Neil de Beer wants to be mayor of Cape Town

Neil de Beer, the leader of the United Independent Movement has announced that he wants to be the mayor of Cape Town. De Beer was born in Stellenbosch, in the Western Cape, and joined the uMkhonto we Sizwe in 1989. He is mentioned in a book called Undercover with Mandela’s Spies that was the best-seller last year.
He described himself as a Struggle fighter, a member of the ANC for 30 years and he is a businessman and an entrepreneur but a major activist for the people of South Africa.
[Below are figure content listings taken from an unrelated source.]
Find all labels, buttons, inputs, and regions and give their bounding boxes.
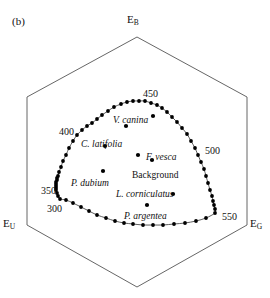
locus-point bbox=[113, 219, 117, 223]
locus-point bbox=[106, 109, 110, 113]
locus-point bbox=[185, 132, 189, 136]
locus-point bbox=[204, 174, 208, 178]
vertex-label-eg-base: E bbox=[250, 217, 257, 229]
color-hexagon-figure: (b) EB EU EG 450400500350300550 V. canin… bbox=[0, 0, 270, 298]
vertex-label-eg-sub: G bbox=[257, 222, 262, 231]
locus-point bbox=[172, 222, 176, 226]
hexagon-outline bbox=[27, 37, 247, 287]
locus-point bbox=[155, 103, 159, 107]
locus-point bbox=[204, 216, 208, 220]
sample-label: P. dubium bbox=[71, 179, 109, 189]
sample-point bbox=[145, 203, 149, 207]
locus-point bbox=[119, 102, 123, 106]
wavelength-label: 450 bbox=[143, 89, 158, 99]
hexagon-plot-svg bbox=[0, 0, 270, 298]
locus-point bbox=[87, 209, 91, 213]
locus-point bbox=[143, 99, 147, 103]
locus-point bbox=[210, 194, 214, 198]
locus-point bbox=[208, 188, 212, 192]
sample-label: F. vesca bbox=[146, 153, 176, 163]
wavelength-label: 550 bbox=[222, 212, 237, 222]
locus-point bbox=[213, 207, 217, 211]
sample-point bbox=[151, 114, 155, 118]
locus-point bbox=[141, 223, 145, 227]
vertex-label-eg: EG bbox=[250, 218, 262, 229]
vertex-label-eb-sub: B bbox=[134, 18, 139, 27]
vertex-label-eb-base: E bbox=[127, 13, 134, 25]
locus-point bbox=[85, 124, 89, 128]
locus-point bbox=[175, 120, 179, 124]
locus-point bbox=[79, 205, 83, 209]
locus-point bbox=[100, 113, 104, 117]
locus-point bbox=[71, 201, 75, 205]
locus-point bbox=[151, 223, 155, 227]
locus-point bbox=[170, 115, 174, 119]
locus-point bbox=[131, 222, 135, 226]
vertex-label-eb: EB bbox=[127, 14, 139, 25]
locus-point bbox=[213, 211, 217, 215]
locus-point bbox=[211, 199, 215, 203]
locus-point bbox=[131, 99, 135, 103]
locus-point bbox=[95, 117, 99, 121]
locus-point bbox=[149, 101, 153, 105]
locus-point bbox=[80, 128, 84, 132]
locus-point bbox=[95, 213, 99, 217]
locus-point bbox=[64, 153, 68, 157]
locus-point bbox=[202, 167, 206, 171]
wavelength-label: 400 bbox=[59, 127, 74, 137]
sample-label: P. argentea bbox=[124, 212, 167, 222]
locus-point bbox=[199, 160, 203, 164]
locus-point bbox=[189, 139, 193, 143]
locus-point bbox=[212, 203, 216, 207]
locus-point bbox=[56, 174, 60, 178]
locus-point bbox=[180, 126, 184, 130]
locus-point bbox=[71, 139, 75, 143]
wavelength-label: 350 bbox=[41, 186, 56, 196]
locus-point bbox=[137, 99, 141, 103]
locus-point bbox=[161, 223, 165, 227]
locus-point bbox=[112, 105, 116, 109]
vertex-label-eu-base: E bbox=[3, 217, 10, 229]
locus-point bbox=[64, 198, 68, 202]
locus-point bbox=[90, 121, 94, 125]
sample-label: Background bbox=[132, 171, 178, 181]
locus-point bbox=[75, 133, 79, 137]
sample-label: C. latifolia bbox=[81, 140, 122, 150]
sample-label: V. canina bbox=[113, 116, 148, 126]
wavelength-label: 300 bbox=[47, 204, 62, 214]
locus-point bbox=[59, 165, 63, 169]
wavelength-label: 500 bbox=[205, 146, 220, 156]
sample-point bbox=[101, 169, 105, 173]
locus-point bbox=[160, 106, 164, 110]
locus-point bbox=[104, 216, 108, 220]
locus-point bbox=[125, 100, 129, 104]
locus-point bbox=[193, 146, 197, 150]
sample-label: L. corniculatus bbox=[116, 190, 174, 200]
sample-point bbox=[136, 153, 140, 157]
locus-point bbox=[67, 146, 71, 150]
locus-point bbox=[61, 159, 65, 163]
vertex-label-eu-sub: U bbox=[10, 222, 15, 231]
panel-label: (b) bbox=[12, 16, 25, 27]
locus-point bbox=[196, 153, 200, 157]
locus-point bbox=[122, 221, 126, 225]
vertex-label-eu: EU bbox=[3, 218, 15, 229]
locus-point bbox=[165, 110, 169, 114]
locus-point bbox=[194, 219, 198, 223]
locus-point bbox=[206, 181, 210, 185]
locus-point bbox=[183, 221, 187, 225]
locus-point bbox=[57, 170, 61, 174]
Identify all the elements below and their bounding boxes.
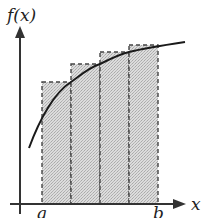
rectangle-3 <box>100 52 129 204</box>
y-axis-label: f(x) <box>5 5 36 25</box>
x-axis-arrow-icon <box>173 199 186 209</box>
riemann-rectangles <box>42 45 158 204</box>
interval-start-label: a <box>37 203 47 218</box>
rectangle-4 <box>129 45 158 204</box>
interval-end-label: b <box>153 203 164 218</box>
y-axis-arrow-icon <box>15 26 25 38</box>
riemann-sum-diagram: f(x) x a b <box>0 0 222 218</box>
x-axis-label: x <box>191 194 201 214</box>
rectangle-1 <box>42 82 71 204</box>
y-axis <box>15 26 25 214</box>
rectangle-2 <box>71 64 100 204</box>
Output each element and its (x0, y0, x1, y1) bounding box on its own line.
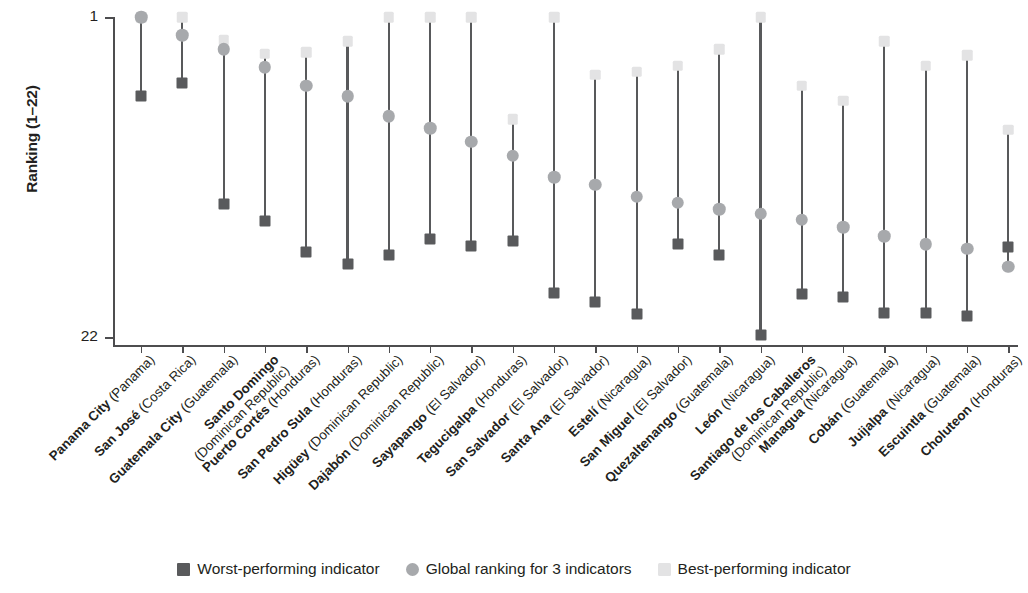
legend-item-global: Global ranking for 3 indicators (406, 560, 632, 578)
global-ranking-marker (796, 213, 809, 226)
x-tick-mark (471, 345, 472, 353)
best-indicator-marker (631, 67, 642, 78)
legend: Worst-performing indicator Global rankin… (0, 560, 1028, 578)
range-stem (966, 55, 968, 316)
global-ranking-marker (465, 136, 478, 149)
best-indicator-marker (177, 12, 188, 23)
global-ranking-marker (548, 171, 561, 184)
global-ranking-marker (672, 197, 685, 210)
range-stem (842, 101, 844, 298)
worst-indicator-marker (301, 246, 312, 257)
best-indicator-marker (838, 96, 849, 107)
x-tick-mark (513, 345, 514, 353)
range-stem (223, 40, 225, 205)
worst-indicator-marker (136, 91, 147, 102)
worst-indicator-marker (755, 330, 766, 341)
global-ranking-marker (837, 221, 850, 234)
x-tick-mark (554, 345, 555, 353)
worst-indicator-marker (796, 289, 807, 300)
worst-indicator-marker (507, 236, 518, 247)
x-tick-mark (637, 345, 638, 353)
y-tick-mark-22 (105, 337, 113, 339)
legend-label-worst: Worst-performing indicator (197, 560, 379, 578)
best-indicator-marker (920, 61, 931, 72)
x-tick-mark (761, 345, 762, 353)
best-indicator-marker (301, 47, 312, 58)
worst-indicator-marker (466, 240, 477, 251)
x-tick-mark (678, 345, 679, 353)
global-ranking-marker (1002, 261, 1015, 274)
global-ranking-marker (135, 11, 148, 24)
x-tick-mark (843, 345, 844, 353)
best-indicator-marker (797, 80, 808, 91)
global-ranking-marker (630, 191, 643, 204)
legend-label-global: Global ranking for 3 indicators (426, 560, 632, 578)
x-tick-mark (389, 345, 390, 353)
global-ranking-marker (217, 43, 230, 56)
range-stem (388, 17, 390, 255)
worst-indicator-marker (714, 249, 725, 260)
legend-item-worst: Worst-performing indicator (177, 560, 379, 578)
best-indicator-marker (673, 61, 684, 72)
best-marker-icon (658, 563, 671, 576)
range-stem (346, 41, 348, 263)
y-axis-line (113, 17, 115, 345)
range-stem (801, 86, 803, 295)
worst-marker-icon (177, 563, 190, 576)
global-ranking-marker (424, 122, 437, 135)
x-axis-line (113, 345, 1018, 347)
global-ranking-marker (919, 238, 932, 251)
range-stem (553, 17, 555, 293)
legend-item-best: Best-performing indicator (658, 560, 851, 578)
range-stem (677, 66, 679, 244)
range-stem (718, 49, 720, 255)
x-tick-mark (141, 345, 142, 353)
global-ranking-marker (961, 242, 974, 255)
x-tick-mark (306, 345, 307, 353)
worst-indicator-marker (631, 309, 642, 320)
range-stem (512, 119, 514, 241)
range-stem (925, 66, 927, 313)
worst-indicator-marker (672, 239, 683, 250)
worst-indicator-marker (342, 258, 353, 269)
range-stem (470, 17, 472, 246)
x-tick-mark (926, 345, 927, 353)
worst-indicator-marker (259, 216, 270, 227)
y-axis-label: Ranking (1–22) (23, 9, 41, 269)
x-tick-mark (595, 345, 596, 353)
x-tick-mark (430, 345, 431, 353)
x-tick-mark (348, 345, 349, 353)
global-ranking-marker (713, 203, 726, 216)
global-ranking-marker (259, 61, 272, 74)
x-tick-mark (967, 345, 968, 353)
global-ranking-marker (506, 149, 519, 162)
range-stem (181, 17, 183, 83)
range-stem (883, 41, 885, 312)
range-stem (264, 54, 266, 222)
worst-indicator-marker (838, 292, 849, 303)
worst-indicator-marker (879, 307, 890, 318)
best-indicator-marker (342, 36, 353, 47)
best-indicator-marker (962, 50, 973, 61)
x-tick-mark (182, 345, 183, 353)
best-indicator-marker (755, 12, 766, 23)
best-indicator-marker (507, 114, 518, 125)
global-ranking-marker (383, 110, 396, 123)
range-stem (140, 17, 142, 96)
worst-indicator-marker (962, 310, 973, 321)
global-ranking-marker (589, 178, 602, 191)
x-tick-mark (884, 345, 885, 353)
best-indicator-marker (425, 12, 436, 23)
best-indicator-marker (879, 36, 890, 47)
plot-area (113, 17, 1018, 345)
worst-indicator-marker (177, 77, 188, 88)
legend-label-best: Best-performing indicator (678, 560, 851, 578)
global-marker-icon (406, 563, 419, 576)
worst-indicator-marker (1003, 242, 1014, 253)
best-indicator-marker (714, 44, 725, 55)
worst-indicator-marker (383, 249, 394, 260)
best-indicator-marker (549, 12, 560, 23)
global-ranking-marker (341, 90, 354, 103)
best-indicator-marker (590, 70, 601, 81)
x-tick-mark (224, 345, 225, 353)
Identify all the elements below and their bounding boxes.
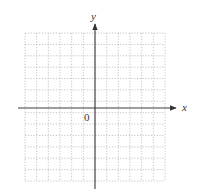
origin-label: 0 <box>84 111 90 123</box>
coordinate-plane: x y 0 <box>0 0 198 195</box>
x-axis-label: x <box>181 101 187 113</box>
y-axis-label: y <box>90 10 96 22</box>
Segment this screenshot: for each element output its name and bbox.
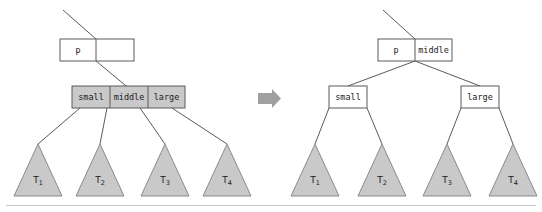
split-child-left[interactable]: small: [329, 86, 367, 108]
right-arrow-icon-shape: [258, 89, 281, 108]
before-panel: p small middle large T1: [14, 10, 251, 196]
subtree-triangle-2-after-shape: [358, 144, 406, 196]
subtree-triangle-1-before[interactable]: T1: [14, 144, 62, 196]
incoming-edge-after: [383, 10, 415, 39]
subtree-triangle-4-after-shape: [489, 144, 537, 196]
child-to-subtree-3-edge-before: [140, 108, 165, 144]
parent-node-after[interactable]: p middle: [378, 39, 452, 61]
subtree-triangle-1-after-shape: [291, 144, 339, 196]
subtree-triangle-4-before-shape: [203, 144, 251, 196]
subtree-triangle-2-before-shape: [76, 144, 124, 196]
left-child-to-subtree-2-edge-after: [367, 108, 382, 144]
parent-node-before[interactable]: p: [60, 39, 134, 61]
btree-split-figure: p small middle large T1: [0, 0, 542, 212]
subtree-triangle-4-before[interactable]: T4: [203, 144, 251, 196]
child-cell-middle-label-before: middle: [114, 92, 145, 102]
subtree-triangle-3-after-shape: [423, 144, 471, 196]
subtree-triangle-3-before-shape: [141, 144, 189, 196]
diagram-canvas: p small middle large T1: [0, 0, 542, 212]
subtree-triangle-2-after[interactable]: T2: [358, 144, 406, 196]
child-cell-small-label-before: small: [78, 92, 104, 102]
right-arrow-icon: [258, 89, 281, 108]
subtree-triangle-2-before[interactable]: T2: [76, 144, 124, 196]
after-panel: p middle small large T1: [291, 10, 537, 196]
split-child-left-label: small: [335, 92, 361, 102]
split-child-right[interactable]: large: [461, 86, 499, 108]
right-child-to-subtree-3-edge-after: [447, 108, 461, 144]
subtree-triangle-1-before-shape: [14, 144, 62, 196]
parent-node-before-box: [60, 39, 134, 61]
right-child-to-subtree-4-edge-after: [499, 108, 513, 144]
parent-cell-p-label-before: p: [75, 45, 80, 55]
overfull-child-node[interactable]: small middle large: [72, 86, 185, 108]
parent-to-left-child-edge-after: [348, 61, 415, 86]
subtree-triangle-1-after[interactable]: T1: [291, 144, 339, 196]
incoming-edge-before: [63, 10, 96, 39]
split-child-right-label: large: [467, 92, 493, 102]
child-cell-large-label-before: large: [154, 92, 180, 102]
subtree-triangle-3-after[interactable]: T3: [423, 144, 471, 196]
left-child-to-subtree-1-edge-after: [315, 108, 329, 144]
parent-cell-middle-label-after: middle: [418, 45, 449, 55]
child-to-subtree-4-edge-before: [172, 108, 227, 144]
parent-cell-p-label-after: p: [393, 45, 398, 55]
child-to-subtree-2-edge-before: [100, 108, 107, 144]
parent-to-right-child-edge-after: [415, 61, 480, 86]
subtree-triangle-4-after[interactable]: T4: [489, 144, 537, 196]
child-to-subtree-1-edge-before: [38, 108, 80, 144]
subtree-triangle-3-before[interactable]: T3: [141, 144, 189, 196]
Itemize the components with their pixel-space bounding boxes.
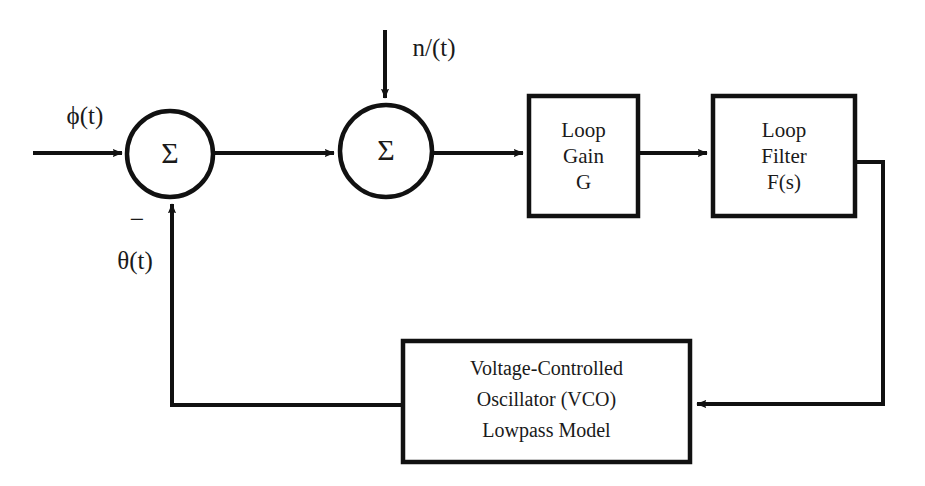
loop-filter-line-3: F(s) [767,170,801,194]
pll-block-diagram: ϕ(t) Σ − θ(t) n/(t) Σ Loop Gain G Loop F… [0,0,925,486]
phase-detector-summer-symbol: Σ [161,136,178,169]
noise-input-label: n/(t) [412,34,455,62]
vco-line-2: Oscillator (VCO) [477,388,616,411]
loop-gain-line-2: Gain [563,144,604,168]
loop-filter-line-2: Filter [761,144,807,168]
feedback-phase-label: θ(t) [117,247,153,275]
loop-gain-line-3: G [576,170,591,194]
loop-filter-line-1: Loop [762,118,806,142]
block-diagram-canvas: ϕ(t) Σ − θ(t) n/(t) Σ Loop Gain G Loop F… [0,0,925,486]
vco-line-3: Lowpass Model [482,419,611,442]
vco-line-1: Voltage-Controlled [470,357,623,380]
vco-to-summer-feedback-wire [172,204,403,405]
input-phase-label: ϕ(t) [67,102,104,130]
loop-gain-line-1: Loop [561,118,605,142]
feedback-minus-sign: − [130,205,145,234]
noise-summer-symbol: Σ [377,133,394,166]
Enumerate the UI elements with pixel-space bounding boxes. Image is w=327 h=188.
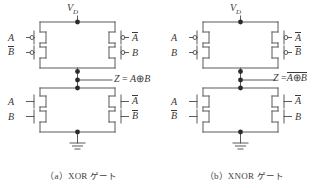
nmos-input-label-top-right: A (295, 95, 301, 107)
pmos-input-label-bottom-right: B (132, 47, 138, 58)
pmos-tr-bubble (284, 36, 288, 40)
pmos-input-label-top-left: A (171, 32, 177, 43)
panel-caption-xor: （a）XOR ゲート (0, 169, 163, 182)
nmos-input-label-top-right: A (132, 95, 138, 107)
output-dot-middle (238, 78, 243, 83)
nmos-input-label-bottom-left: B (8, 111, 14, 122)
panel-xnor-gate: VD (163, 0, 326, 188)
output-dot-middle (75, 78, 80, 83)
output-dot-upper (75, 69, 80, 74)
pmos-bl-bubble (30, 51, 34, 55)
ground-junction-dot (75, 130, 80, 135)
pmos-bl-bubble (193, 51, 197, 55)
output-overbar: A⊕B (287, 72, 307, 84)
pmos-br-bubble (284, 51, 288, 55)
nmos-input-label-bottom-right: B (295, 111, 301, 122)
pmos-br-bubble (121, 51, 125, 55)
nmos-input-label-top-left: A (8, 96, 14, 107)
supply-label-vd: VD (67, 2, 78, 16)
cmos-xor-xnor-figure: VD (0, 0, 327, 188)
pmos-input-label-bottom-left: B (8, 46, 14, 58)
output-dot-lower (75, 86, 80, 91)
vd-junction-dot (238, 20, 243, 25)
pmos-tl-bubble (193, 36, 197, 40)
nmos-input-label-top-left: A (171, 96, 177, 107)
pmos-input-label-bottom-right: B (295, 46, 301, 58)
pmos-tl-bubble (30, 36, 34, 40)
nmos-input-label-bottom-left: B (171, 110, 177, 122)
pmos-input-label-top-right: A (132, 32, 138, 44)
output-dot-lower (238, 86, 243, 91)
pmos-input-label-bottom-left: B (171, 47, 177, 58)
panel-xor-gate: VD (0, 0, 163, 188)
supply-label-vd: VD (230, 2, 241, 16)
output-equation: Z = A⊕B (114, 73, 150, 84)
vd-junction-dot (75, 20, 80, 25)
pmos-input-label-top-left: A (8, 32, 14, 43)
nmos-input-label-bottom-right: B (132, 110, 138, 122)
pmos-tr-bubble (121, 36, 125, 40)
output-equation: Z =A⊕B (273, 72, 307, 84)
output-dot-upper (238, 69, 243, 74)
ground-junction-dot (238, 130, 243, 135)
pmos-input-label-top-right: A (295, 32, 301, 44)
panel-caption-xnor: （b）XNOR ゲート (163, 169, 326, 182)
De Beer says he came to a point last year when he realised that the wisdom of his ex-father the late president Nelson Mandela was that he died twice, physically and died in the ANC, that’s when he decided that he must again rise, leave what he is doing and get back into the struggle for freedom.
He said he is slowly leaving business because there won’t be time to do two things. Last year he started his movement to find out if the people want to change, and he found out that black, white, coloured and Indians have had enough.
We are all poor, be it in our pockets or in our soul. We are now more racially divided than before 1994, we have forgotten the rainbow nation, we forgot that there was diversity and that made unity. We lost hope and we started again to look at each other across the road and we saw colour but not in a positive way.
“We did not fight for this, economically we are dead, racially we are dead, in hope we have a leaderless state, we have a governing party that is eating each other to death because of greed.
We have a president in limbo who doesn’t know what to do about the people trying to destroy him and to lead a country that is under Covid-19, which is under poverty, crime and 34.4% unemployment,” said de Beer.
“I got up and said I cannot sit here and let a dream become a nightmare, it is not possible. I have international business experience. I have a funding company that funds projects in Africa and you cannot even get funding in South Africa,” he said. He said the country has an ex-president in jail and that is when he said this is not it and he stood up.
“I decided to do what Mandela taught us that if the ANC does to you like the apartheid did to us then do to them what we did to them,” he said. He said as a party they registered as a national party and today he announced he wants to be a mayor.
“My number-one goal is to give crime zero tolerance. We’ve got to bring back law to get an order. We are going to the streets and fight head to head. We will refuse that rubbish and pulverisation of our economy that happens in the crime ridden areas in every part of Cape Town, be it taxi war, gang war whatever makes normal citizens fear their own town.
“Ninety percent of 30 expenditure of our annual budget of R59 billion per year, 90% will be spent on local produce and local expenditure buying resources. Because if we spend that money in Cape Town with the people’s money we can start businesses again. We need jobs in Cape Town by spending money if tax payers in Cape Town.
“We need to focus on youth, youth development will be my pride because we don’t bring them into the system. What future do they have? We will be relooking at our entrepreneurial life-skill development in every single informal settlement and areas in Cape Town where it’s necessary. Take them off the streets, put them back into school, this is hope.
“I will break the two-city mentality in Cape Town, this will be over when I become mayor. The two-city mentality is rich and poor, the people in Bishopscourt don’t care about people in Langa, the people in Rosebank don’t care about the people of Imizamo Yethu, so I am not saying we will take Khayelitsha and upgrade it to look like Constantia but we will give them basic services that humans require.
“People want water not corruption, the slogan of Cape Town ‘the city works for you’, rubbish!, sewerage is flowing in the streets in Lwandle, there are places in Khayelitsha where they don’t have running water or no toilets. And 27 years later this is acceptable to the people? I will change that,” said de Beer.